It worked for Al Gore – a doomsday scenario for global warming portrayed in his Oscar-winning documentary An Inconvenient Truth.
To educate and scare people.
Indie producer Up Front Entertainment has gone for the same worst-case scenario approach to filmmaking in Blowout: Is Canada Next?, a documentary that warns against a possible volcanic explosion at a deepwater oil well off of Newfoundland that could devastate that province’s offshore fishing industry and sea bird populations.
“You definitely want to bring it home to people to make them care,” explained Blowout producer/writer/director Nadine Pequeneza.
The CBC documentary, to air this Thursday night, recounts British Petroleum’s giant Deepwater Horizon drilling platform blowout on April 20 in the Gulf of Mexico, and its catastrophic impact on the region’s fishing and tourism industries over the three months it took to plug the well.
Pequeneza’s documentary then uses a combination of interviews with scientists and speculation to dramatize a prophesied oil rig blowout in any of Newfoundland’s oil fields that potentially could decimate the province’s Atlantic cod industry.
The indie filmmaker originally pitched the CBC on an oil spill documentary a month after the Deepwater Horizon drilling platform exploded in the Gulf of Mexico.
The initial plan was to follow the science of what was being discovered in the wake of the disaster.
But ongoing discussion with Michael Claydon, the CBC commissioning editor, led to a decision to also investigate the impact of a big oil spill off the coast of Newfoundland.
Pequeneza said deliberately comparing and contrasting a real U.S. oil spill and a possible Newfoundland oil blowout again helped the documentary sell Canadians on a peril.
“That’s (the Gulf disaster) so present in people’s minds, that comparing it makes it real for them, and understandable,” she explained.
The what-if scenario presented in Blowout includes questioning safety procedures and clean-up techniques that might be employed to contain a giant oil spill off the coast of Newfoundland.
The answers are hardly reassuring.
“What I found most scary in making this film is it was very difficult to actually get a picture of what the impact would be of an oil spill of that magnitude off the east coast,” Pequeneza reported.
“Even though every scientist said it would be bad, they couldn’t say how bad. And there’s very little research that’s been done,” she added.
The implication drawn by Blowout is that the frigid and roiling Atlantic ocean would greatly complicate efforts by Canadians to contain their own off-shore oil disaster, compared to the recent BP-led clean-up in the warmer waters of the Gulf of Mexico.
The need to educate/scare Canadians in Blowout also springs from the reality of most off-shore oil spills: its impact is mostly invisible, buried deep below the ocean’s dark surface, especially if toxic chemicals are used to disburse thick oil into tiny droplets.
“The ocean is so complex, that trying to get specific answers to specific types of questions [is difficult]: how will it affect fish stocks, birds or whales; or where will the oil go,” Pequeneza insisted.
“Even month by month, the ocean waves and winds change, and everything is interconnected, so it’s very hard to give definite answers,” she added.
Blowout: Is Canada Next? will air Thursday, December 9 at 9 p.m. on the CBC.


• **Exercise**: Print the line containing "Detect poster." and each line after it to the end of the material below. Print nothing else.

• **Records for processing**:
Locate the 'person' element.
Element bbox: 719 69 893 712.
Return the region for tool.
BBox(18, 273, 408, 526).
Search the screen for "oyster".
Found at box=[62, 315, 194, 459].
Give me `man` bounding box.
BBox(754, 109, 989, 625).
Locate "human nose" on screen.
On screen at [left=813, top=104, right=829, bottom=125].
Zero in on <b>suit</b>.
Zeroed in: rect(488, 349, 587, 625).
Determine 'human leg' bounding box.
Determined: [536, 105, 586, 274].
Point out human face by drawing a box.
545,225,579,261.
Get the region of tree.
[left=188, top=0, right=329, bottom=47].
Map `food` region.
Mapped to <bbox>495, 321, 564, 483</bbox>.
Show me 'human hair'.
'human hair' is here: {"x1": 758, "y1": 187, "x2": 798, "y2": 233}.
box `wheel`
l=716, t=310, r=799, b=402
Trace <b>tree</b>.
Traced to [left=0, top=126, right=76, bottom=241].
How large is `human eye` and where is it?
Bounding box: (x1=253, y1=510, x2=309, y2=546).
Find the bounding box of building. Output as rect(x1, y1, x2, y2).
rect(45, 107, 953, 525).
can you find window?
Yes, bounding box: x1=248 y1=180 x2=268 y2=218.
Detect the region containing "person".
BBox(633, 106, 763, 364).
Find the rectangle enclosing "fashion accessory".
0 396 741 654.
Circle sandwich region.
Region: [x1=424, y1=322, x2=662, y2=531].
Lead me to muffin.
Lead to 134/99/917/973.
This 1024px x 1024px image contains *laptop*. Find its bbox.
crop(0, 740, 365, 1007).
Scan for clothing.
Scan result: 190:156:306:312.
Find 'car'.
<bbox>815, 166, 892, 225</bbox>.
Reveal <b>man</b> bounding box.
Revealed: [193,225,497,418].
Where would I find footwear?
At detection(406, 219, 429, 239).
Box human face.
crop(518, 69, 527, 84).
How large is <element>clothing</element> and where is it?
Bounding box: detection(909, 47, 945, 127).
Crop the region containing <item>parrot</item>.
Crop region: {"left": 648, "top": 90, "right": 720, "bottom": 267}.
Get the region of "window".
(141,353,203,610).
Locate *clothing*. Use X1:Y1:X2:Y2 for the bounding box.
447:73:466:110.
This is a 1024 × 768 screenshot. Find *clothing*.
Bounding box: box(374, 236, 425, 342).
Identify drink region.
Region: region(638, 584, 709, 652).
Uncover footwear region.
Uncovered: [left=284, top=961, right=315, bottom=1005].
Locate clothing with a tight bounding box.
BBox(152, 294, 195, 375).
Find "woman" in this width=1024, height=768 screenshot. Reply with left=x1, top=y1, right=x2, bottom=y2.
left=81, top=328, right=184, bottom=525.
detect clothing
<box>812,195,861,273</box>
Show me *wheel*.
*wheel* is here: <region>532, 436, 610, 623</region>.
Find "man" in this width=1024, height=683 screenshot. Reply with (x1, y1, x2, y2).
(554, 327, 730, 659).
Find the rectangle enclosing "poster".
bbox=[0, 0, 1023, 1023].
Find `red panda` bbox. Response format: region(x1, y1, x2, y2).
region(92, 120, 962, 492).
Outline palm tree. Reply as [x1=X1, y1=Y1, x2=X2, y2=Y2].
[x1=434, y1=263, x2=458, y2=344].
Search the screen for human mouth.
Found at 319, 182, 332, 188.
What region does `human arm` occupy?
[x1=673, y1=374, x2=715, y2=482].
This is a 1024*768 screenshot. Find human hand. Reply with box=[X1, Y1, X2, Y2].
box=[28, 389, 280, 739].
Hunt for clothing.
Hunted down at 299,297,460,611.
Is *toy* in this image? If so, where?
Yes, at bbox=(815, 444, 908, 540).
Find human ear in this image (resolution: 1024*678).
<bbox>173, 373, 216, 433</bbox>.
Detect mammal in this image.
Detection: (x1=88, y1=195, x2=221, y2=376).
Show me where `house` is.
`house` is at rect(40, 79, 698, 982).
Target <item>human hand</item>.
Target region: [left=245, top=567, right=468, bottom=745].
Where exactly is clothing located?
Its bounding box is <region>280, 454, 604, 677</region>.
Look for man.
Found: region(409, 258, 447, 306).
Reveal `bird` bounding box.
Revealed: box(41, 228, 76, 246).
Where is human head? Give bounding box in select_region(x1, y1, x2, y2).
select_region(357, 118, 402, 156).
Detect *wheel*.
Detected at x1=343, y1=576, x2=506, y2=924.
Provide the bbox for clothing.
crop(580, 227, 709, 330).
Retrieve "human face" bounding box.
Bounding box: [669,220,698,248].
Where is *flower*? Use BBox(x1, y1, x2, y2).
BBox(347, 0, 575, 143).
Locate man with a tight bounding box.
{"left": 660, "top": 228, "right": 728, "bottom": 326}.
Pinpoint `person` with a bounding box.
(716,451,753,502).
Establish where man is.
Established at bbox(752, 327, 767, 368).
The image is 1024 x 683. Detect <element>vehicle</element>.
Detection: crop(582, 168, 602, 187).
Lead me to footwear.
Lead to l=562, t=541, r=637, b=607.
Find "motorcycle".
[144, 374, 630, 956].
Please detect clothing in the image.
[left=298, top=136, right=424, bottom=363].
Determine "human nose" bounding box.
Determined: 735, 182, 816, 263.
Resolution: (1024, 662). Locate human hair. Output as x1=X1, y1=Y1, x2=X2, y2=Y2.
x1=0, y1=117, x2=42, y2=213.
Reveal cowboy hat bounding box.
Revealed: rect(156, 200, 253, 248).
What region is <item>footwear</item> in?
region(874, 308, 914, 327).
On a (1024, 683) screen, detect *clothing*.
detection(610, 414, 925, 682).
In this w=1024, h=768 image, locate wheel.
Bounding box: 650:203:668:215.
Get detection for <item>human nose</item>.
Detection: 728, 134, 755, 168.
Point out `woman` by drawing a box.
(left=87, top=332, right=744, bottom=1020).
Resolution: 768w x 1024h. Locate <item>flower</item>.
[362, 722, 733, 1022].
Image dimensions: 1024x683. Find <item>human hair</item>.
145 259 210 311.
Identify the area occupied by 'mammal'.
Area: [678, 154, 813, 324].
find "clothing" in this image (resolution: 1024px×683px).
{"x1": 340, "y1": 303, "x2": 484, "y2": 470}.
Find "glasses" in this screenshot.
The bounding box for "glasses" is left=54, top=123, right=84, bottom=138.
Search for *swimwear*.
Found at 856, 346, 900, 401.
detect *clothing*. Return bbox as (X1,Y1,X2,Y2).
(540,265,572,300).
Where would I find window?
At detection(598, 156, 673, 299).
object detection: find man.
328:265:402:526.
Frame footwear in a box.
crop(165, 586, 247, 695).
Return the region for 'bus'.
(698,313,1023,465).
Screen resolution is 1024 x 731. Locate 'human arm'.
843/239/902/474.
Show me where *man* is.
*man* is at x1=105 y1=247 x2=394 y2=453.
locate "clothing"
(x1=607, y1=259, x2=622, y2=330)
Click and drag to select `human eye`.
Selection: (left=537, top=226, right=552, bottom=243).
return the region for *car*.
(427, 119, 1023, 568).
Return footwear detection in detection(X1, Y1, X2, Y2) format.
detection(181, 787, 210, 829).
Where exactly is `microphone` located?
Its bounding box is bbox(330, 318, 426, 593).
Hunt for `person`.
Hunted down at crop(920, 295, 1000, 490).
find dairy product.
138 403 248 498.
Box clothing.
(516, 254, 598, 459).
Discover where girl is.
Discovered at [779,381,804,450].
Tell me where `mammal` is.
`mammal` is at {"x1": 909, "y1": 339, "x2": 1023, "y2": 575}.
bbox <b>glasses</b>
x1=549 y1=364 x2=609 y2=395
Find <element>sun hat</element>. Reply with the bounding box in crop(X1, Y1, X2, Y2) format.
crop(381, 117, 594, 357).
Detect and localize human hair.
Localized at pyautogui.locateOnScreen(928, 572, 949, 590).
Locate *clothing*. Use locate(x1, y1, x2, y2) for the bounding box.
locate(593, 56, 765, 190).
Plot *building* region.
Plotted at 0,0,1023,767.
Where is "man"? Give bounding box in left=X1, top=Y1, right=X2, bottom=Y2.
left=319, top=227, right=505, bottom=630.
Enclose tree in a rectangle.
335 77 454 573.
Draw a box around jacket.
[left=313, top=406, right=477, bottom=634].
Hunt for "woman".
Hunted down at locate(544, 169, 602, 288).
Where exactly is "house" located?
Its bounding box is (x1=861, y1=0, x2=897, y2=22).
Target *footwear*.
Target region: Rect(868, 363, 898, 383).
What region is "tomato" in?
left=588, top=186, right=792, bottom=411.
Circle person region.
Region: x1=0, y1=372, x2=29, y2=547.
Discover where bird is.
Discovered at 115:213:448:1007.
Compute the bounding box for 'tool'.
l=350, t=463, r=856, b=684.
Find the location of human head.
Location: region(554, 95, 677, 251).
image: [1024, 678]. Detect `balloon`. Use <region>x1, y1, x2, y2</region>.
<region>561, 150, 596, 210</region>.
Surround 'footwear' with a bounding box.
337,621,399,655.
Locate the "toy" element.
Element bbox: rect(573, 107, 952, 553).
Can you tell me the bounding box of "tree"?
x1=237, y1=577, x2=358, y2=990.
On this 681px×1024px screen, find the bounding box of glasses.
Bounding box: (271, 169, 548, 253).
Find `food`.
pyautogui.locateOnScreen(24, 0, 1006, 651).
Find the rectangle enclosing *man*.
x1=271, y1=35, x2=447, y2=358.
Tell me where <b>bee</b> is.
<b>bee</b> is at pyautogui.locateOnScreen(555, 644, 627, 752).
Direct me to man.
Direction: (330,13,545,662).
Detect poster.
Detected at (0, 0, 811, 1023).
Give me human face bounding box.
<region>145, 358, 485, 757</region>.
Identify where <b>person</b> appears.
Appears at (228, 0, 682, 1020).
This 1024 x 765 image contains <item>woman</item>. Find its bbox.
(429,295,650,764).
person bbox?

• **Result of the exercise**:
Detect poster.
Detected at (0, 0, 811, 1023).
Give me human face bounding box.
<region>145, 358, 485, 757</region>.
Identify where <b>person</b> appears.
Appears at (228, 0, 682, 1020).
This 1024 x 765 image contains <item>woman</item>. Find its bbox.
(429,295,650,764).
person bbox?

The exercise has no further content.